Migrant ship docks in Canada, refugee debate flares

VANCOUVER, (Reuters) – Canadian authorities unloaded  a cramped cargo ship yesterday of nearly 500 Tamil asylum  seekers from Sri Lanka whose arrival has sparked a national  debate over the country’s immigration and refugee laws.

The sun was just rising on Pacific Coast when MV Sun Sea  sailed under escort into a Canadian Navy base near Victoria,  British Columbia, on Vancouver Island, and docked next to a  makeshift camp set up to process the men, women and children on  board.

Officials said the ship was in good condition, but they  would not describe the accommodations of the estimated 490  people who may have spent more than two months housed in the  cargo hold of the 59-metre-long (194-foot-long) vessel.

Several people were taken to a Victoria hospital to be  checked out, but officials were not aware of any major medical  problems. The crew was “compliant” when navy personnel boarded  the ship on Thursday, the military said.

Public Safety Minister Vic Toews warned that Canada will be  taking a tough line with the Thai-owned ship, which he said was  believed to be carrying terrorists and may be part of a larger,  international human smuggling operation.

“Canada has very generous refugee laws, and my concern is  that individuals not take advantage of the existing laws in  order to further criminal or terrorist activities,” Toews told  a news conference.

The people on the Sun Sea are believed to be Tamils fleeing  Sri Lanka, but Canada fears some are members of the Liberation  Tigers of Tamil Eelam, which fought a bloody independence war  that was crushed last year.

The military wing of the Tamil independence movement is  considered a terrorist organization by Ottawa, which would make  it illegal for members or supporters of the Tamil Tigers to  immigrate to Canada.

The Sun Sea is the second ship carrying Tamil migrants to  arrive in Canada in less than a year, and officials fear more  are on the way. A cargo ship carrying 76 Tamil refugee  claimants docked on the West Coast last October, but arrivals  of boat people are a relatively rare occurrence.

At least four boats arrived on Canada’s Pacific Coast in  the late 1990s carrying Chinese migrants, who experts familiar  with the incident believe were actually being smuggled though  Canada to the United States.

Canada received 34,000 refugee applications last year, with  most made by people after arriving by air or by driving in from  the United States.

An estimated 250,000 people of Tamil decent live in Canada,  primarily in the Toronto area. It is said to be the largest  Tamil population outside Sri Lanka and India.

The arguments in Canada over immigration have never reached  the fevered pitch heard in the United States, but the Sun Sea  incident has set off a front-page debate in the media over  whether its rules are too lax.

Opposition parties and some refugee experts warned the  government not to jump to conclusions about who the migrants  are, and said each person’s case should be judged  individually.

“Obviously, in the aftermath of the war in Sri Lanka, a  great deal hardship was experienced and there are a lot of  people who want to get out of Sri Lanka,” Bob Rae, the Liberal  Party’s foreign affairs critic told CBC.

The government is looking at toughening immigration laws so  that boat people are treated differently from other  refugee-seekers, the Globe and Mail newspaper reported.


> [YOUR ASSIGNMENT]
Starting with the line that holds "At what (x,y)", repeat each line through the last one below, exactly. Pictures stay out.

##### DATA UNDER STUDY #####

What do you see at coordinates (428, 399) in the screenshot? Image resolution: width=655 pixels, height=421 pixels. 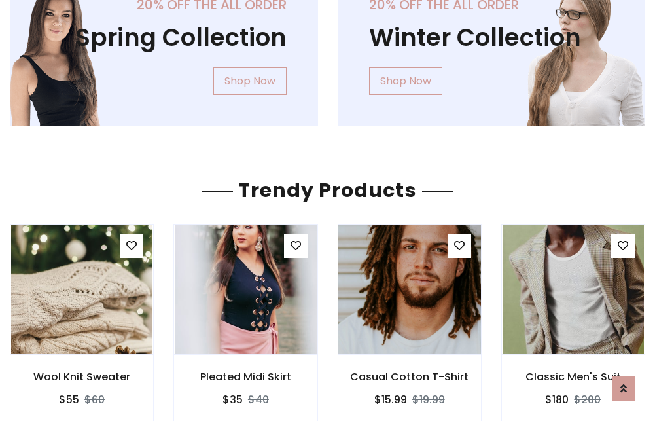 I see `del: $19.99` at bounding box center [428, 399].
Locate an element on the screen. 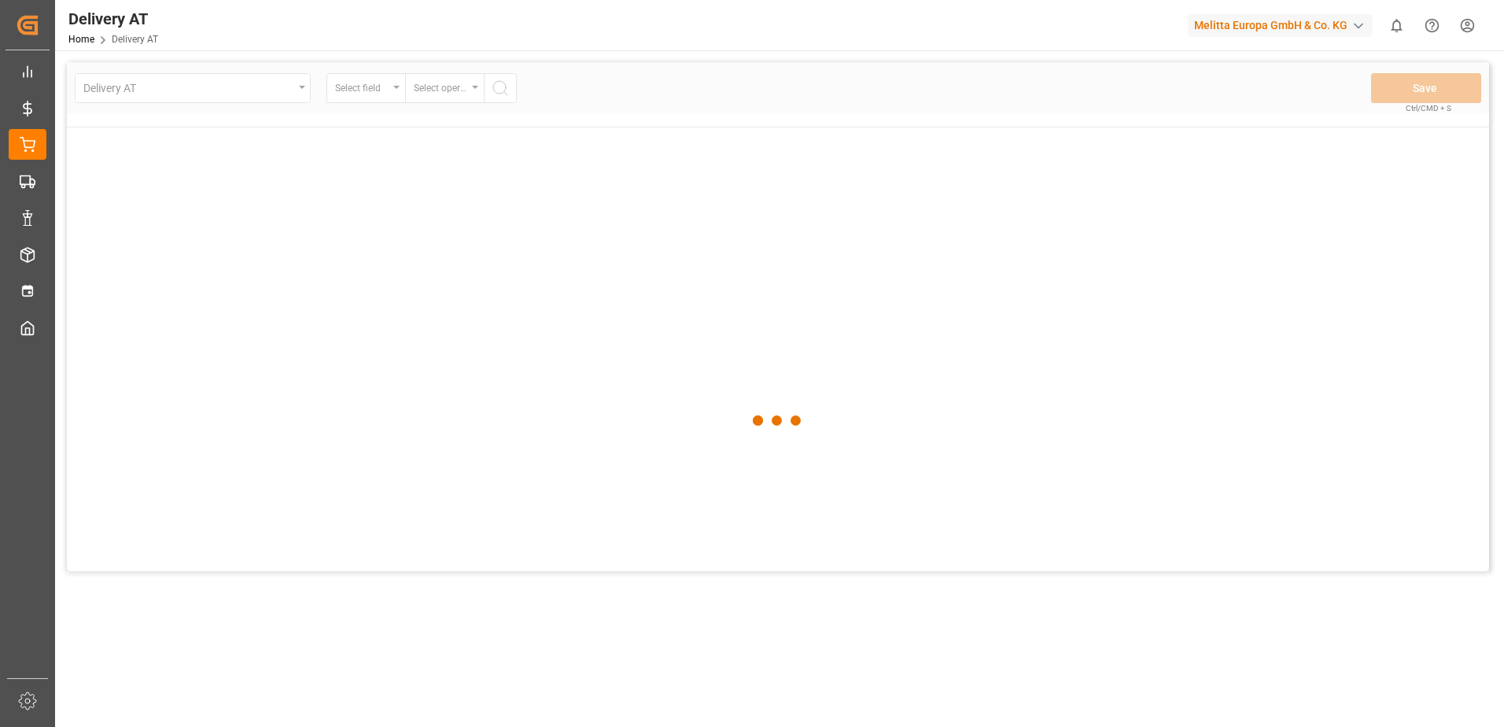 This screenshot has width=1504, height=727. button: Help Center is located at coordinates (1432, 25).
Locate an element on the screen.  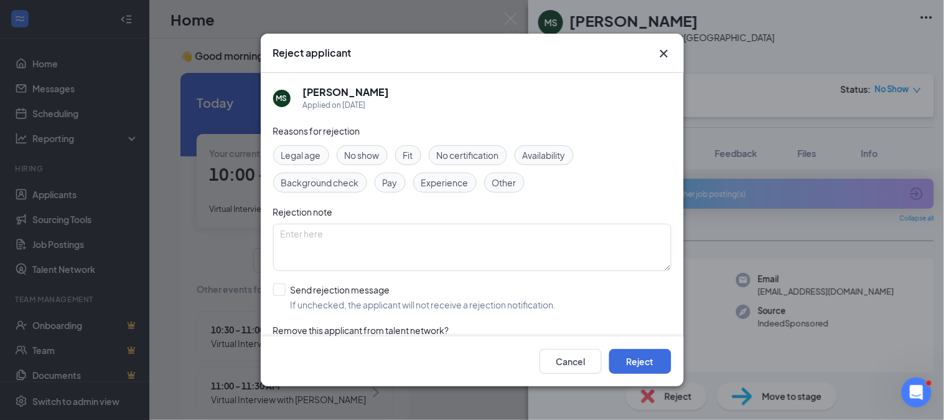
svg: Cross is located at coordinates (664, 54).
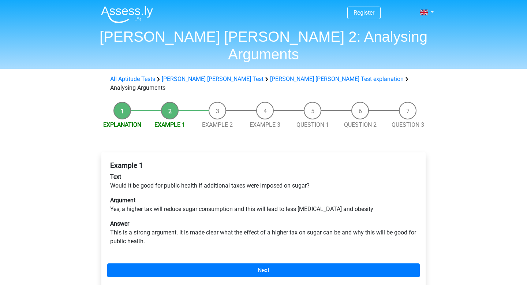 The width and height of the screenshot is (527, 285). What do you see at coordinates (132, 79) in the screenshot?
I see `a: All Aptitude Tests` at bounding box center [132, 79].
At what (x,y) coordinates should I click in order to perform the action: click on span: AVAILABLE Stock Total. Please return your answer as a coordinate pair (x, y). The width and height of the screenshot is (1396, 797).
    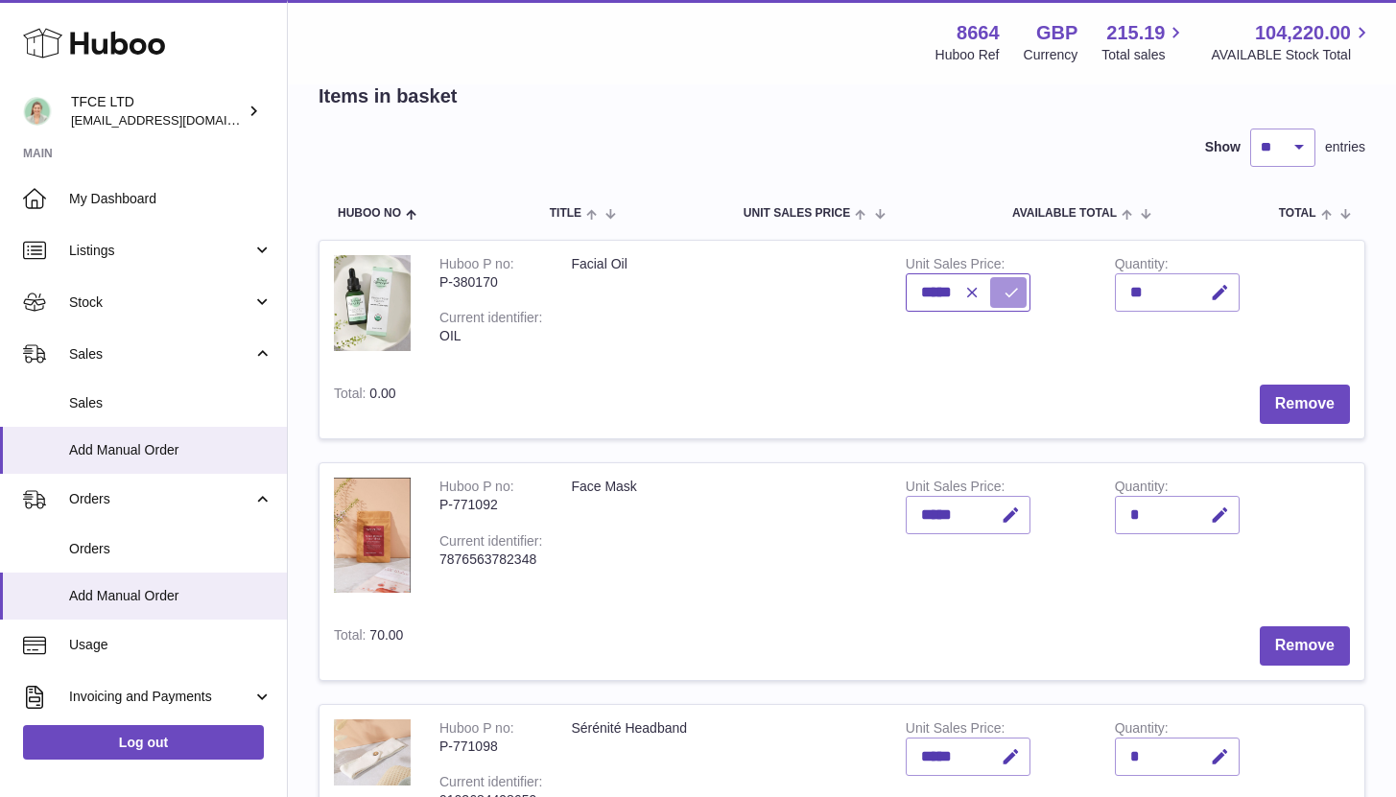
    Looking at the image, I should click on (1292, 55).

#####

> [SOLVED EXERCISE]
At what (x,y) coordinates should I click in order to perform the action: click on span: AVAILABLE Stock Total. Please return your answer as a coordinate pair (x, y). The width and height of the screenshot is (1396, 797).
    Looking at the image, I should click on (1292, 55).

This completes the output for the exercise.